▶ **Task to complete**
Without the pictures, output the records below exactly as they are.

▶ **Material provided**

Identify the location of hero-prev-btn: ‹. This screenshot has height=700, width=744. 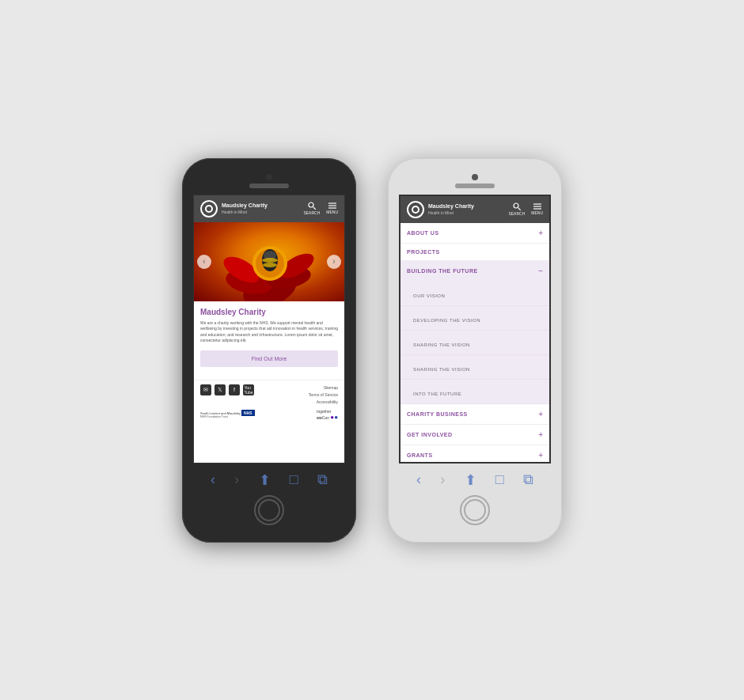
(204, 262).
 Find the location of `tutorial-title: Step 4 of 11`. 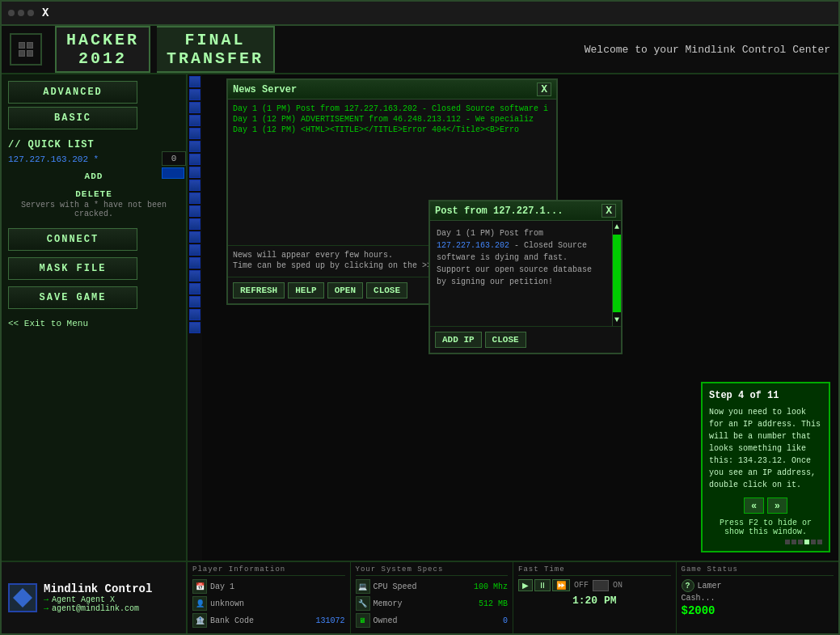

tutorial-title: Step 4 of 11 is located at coordinates (766, 396).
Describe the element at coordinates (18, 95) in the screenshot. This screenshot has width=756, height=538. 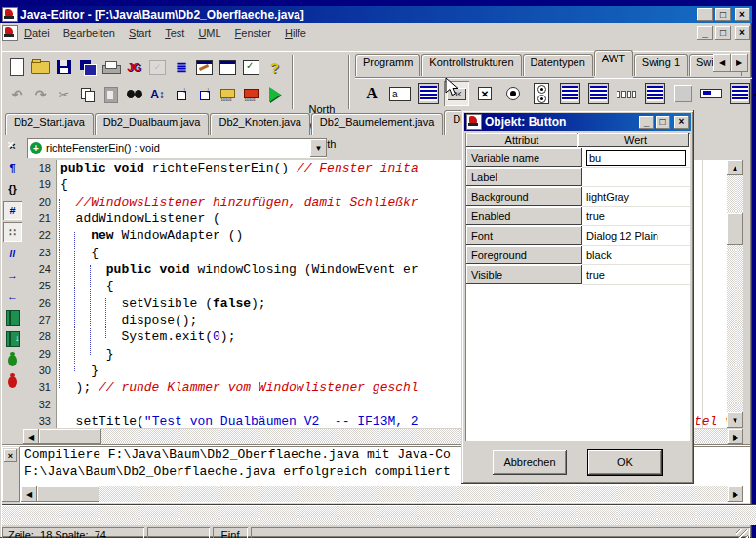
I see `undo-button: ↶` at that location.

▶ **Problem solution**
Identify the location of hero-prev-btn: ‹. This screenshot has height=700, width=744. 
(204, 262).
 Find the location of `tutorial-title: Step 4 of 11`. 

tutorial-title: Step 4 of 11 is located at coordinates (766, 396).
Describe the element at coordinates (18, 95) in the screenshot. This screenshot has width=756, height=538. 
I see `undo-button: ↶` at that location.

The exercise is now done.